5760 x 3840 px | 48,8 x 32,5 cm | 19,2 x 12,8 inches | 300dpi
Date de la prise de vue:
18 septembre 2020
Lieu:
Yorkshire Trench and Dug Out, Bargiestraat, 8904 Boezinge, Ypres, West Flanders, Belgium, Europe
Informations supplémentaires:
In the 1990s an original British trench system ("Yorkshire Trench") was discovered by amateur archaeologists, on the site of an industrial estate near the village. Yorkshire Trench was a first line trench for about one year between summer or autumn 1916 until the summer of 1917. In spring of 1917, 173rd Tunnelling Company added a deep dugout to the existing trench. The completed Yorkshire Trench dugout then served as headquarters for the 13th and 16th Battalions of the Royal Welch Fusiliers at the start of the Battle of Passchendaele later that year. The BEF had decided to carry out all operations in the offensive of summer 1917 from deep dugouts. East of the Ypres Canal in the close vicinity of Yorkshire Trench there were several more dugouts, seven of which - all south and southeast of Yorkshire Trench - were finished by the 173rd or 179th Tunnelling Companies. Of these, Yorkshire Trench, Butt 18, Nile Trench and Heading Lane Dugout were double battalion headquarters, Bridge 6 was a brigade headquarters, and Lancashire Farm Dugout contained two battalion and two brigade headquarters. The condition of the ground made digging the deep dugouts extremely difficult and dangerous. Work had to be carried out silently and secretly, facing an observant enemy who was only a few hundred metres away. About 180 dugout sites have been located in the Ypres Salient and in the 1990s some of them were entered, at least in part. Yorkshire Trench was rediscovered by amateur archaeologists and systematically excavated in 1998. Although the area is now part of a large industrial estate, the location was opened to the public in 2003. Yorkshire Trench is located close to the John McCrae memorial site at Essex Farm.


ACTIVITY
The entries must be set down again word for word; no pictures belong in the copy.

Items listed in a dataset
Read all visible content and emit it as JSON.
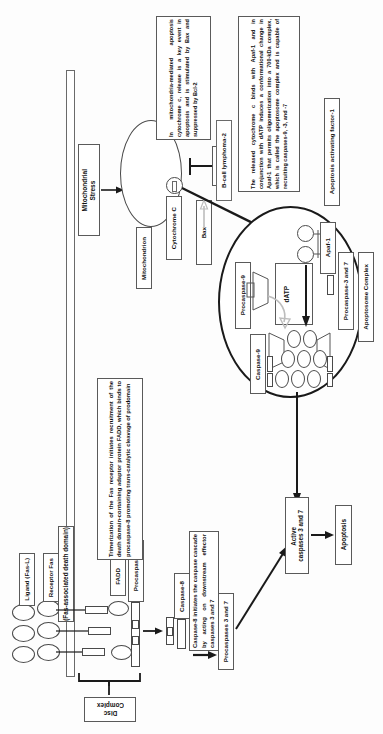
{
  "diagram": {
    "orientation": "rotated-90"
  },
  "annotations": {
    "trimerization": "Trimerization of the Fas receptor initiates recruitment of the death domain-containing adaptor protein FADD, which binds to procaspase-8 promoting trans-catalytic cleavage of prodomain",
    "caspase8_action": "Caspase-8 initiates the caspase cascade by acting on downstream effector caspases 3 and 7",
    "cytochrome_release": "In mitochondria-mediated apoptosis cytochrome c, release is a key event in apoptosis and is stimulated by Bax and suppressed by Bcl-2",
    "apoptosome_formation": "The released cytochrome c binds with Apaf-1 and in conjunction with dATP induces a conformational change in Apaf-1 that permits oligomerization into a 700-kDa complex, which is called the apoptosome complex and is capable of recruiting caspases-9, -3, and -7"
  },
  "labels": {
    "ligand": "Ligand (Fas-L)",
    "receptor": "Receptor Fas",
    "fadd_expansion": "(Fas-associated death domain)",
    "fadd": "FADD",
    "procaspase8": "Procaspase-8",
    "disc_complex": "Disc\nComplex",
    "caspase8": "Caspase-8",
    "procaspases37": "Procaspases 3 and 7",
    "active_caspases": "Active\ncaspases 3 and 7",
    "apoptosis": "Apoptosis",
    "mitochondrial_stress": "Mitochondrial\nStress",
    "mitochondrion": "Mitochondrion",
    "cytochrome_c": "Cytochrome C",
    "bax": "Bax",
    "bcl2": "Bcl-2",
    "bcl2_expansion": "B-cell lymphoma-2",
    "apaf1": "Apaf-1",
    "apaf1_expansion": "Apoptosis activating factor-1",
    "datp": "dATP",
    "procaspase9": "Procaspase-9",
    "caspase9": "Caspase-9",
    "procaspase37": "Procaspase-3 and 7",
    "apoptosome_complex": "Apoptosome Complex"
  },
  "colors": {
    "stroke": "#1a1a1a",
    "box_border": "#5a5a5a",
    "background": "#ffffff",
    "ghost_arrow": "#bdbdbd"
  }
}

RESULT OF THE TASK
Read all visible content and emit it as JSON.
{
  "diagram": {
    "orientation": "rotated-90"
  },
  "annotations": {
    "trimerization": "Trimerization of the Fas receptor initiates recruitment of the death domain-containing adaptor protein FADD, which binds to procaspase-8 promoting trans-catalytic cleavage of prodomain",
    "caspase8_action": "Caspase-8 initiates the caspase cascade by acting on downstream effector caspases 3 and 7",
    "cytochrome_release": "In mitochondria-mediated apoptosis cytochrome c, release is a key event in apoptosis and is stimulated by Bax and suppressed by Bcl-2",
    "apoptosome_formation": "The released cytochrome c binds with Apaf-1 and in conjunction with dATP induces a conformational change in Apaf-1 that permits oligomerization into a 700-kDa complex, which is called the apoptosome complex and is capable of recruiting caspases-9, -3, and -7"
  },
  "labels": {
    "ligand": "Ligand (Fas-L)",
    "receptor": "Receptor Fas",
    "fadd_expansion": "(Fas-associated death domain)",
    "fadd": "FADD",
    "procaspase8": "Procaspase-8",
    "disc_complex": "Disc\nComplex",
    "caspase8": "Caspase-8",
    "procaspases37": "Procaspases 3 and 7",
    "active_caspases": "Active\ncaspases 3 and 7",
    "apoptosis": "Apoptosis",
    "mitochondrial_stress": "Mitochondrial\nStress",
    "mitochondrion": "Mitochondrion",
    "cytochrome_c": "Cytochrome C",
    "bax": "Bax",
    "bcl2": "Bcl-2",
    "bcl2_expansion": "B-cell lymphoma-2",
    "apaf1": "Apaf-1",
    "apaf1_expansion": "Apoptosis activating factor-1",
    "datp": "dATP",
    "procaspase9": "Procaspase-9",
    "caspase9": "Caspase-9",
    "procaspase37": "Procaspase-3 and 7",
    "apoptosome_complex": "Apoptosome Complex"
  },
  "colors": {
    "stroke": "#1a1a1a",
    "box_border": "#5a5a5a",
    "background": "#ffffff",
    "ghost_arrow": "#bdbdbd"
  }
}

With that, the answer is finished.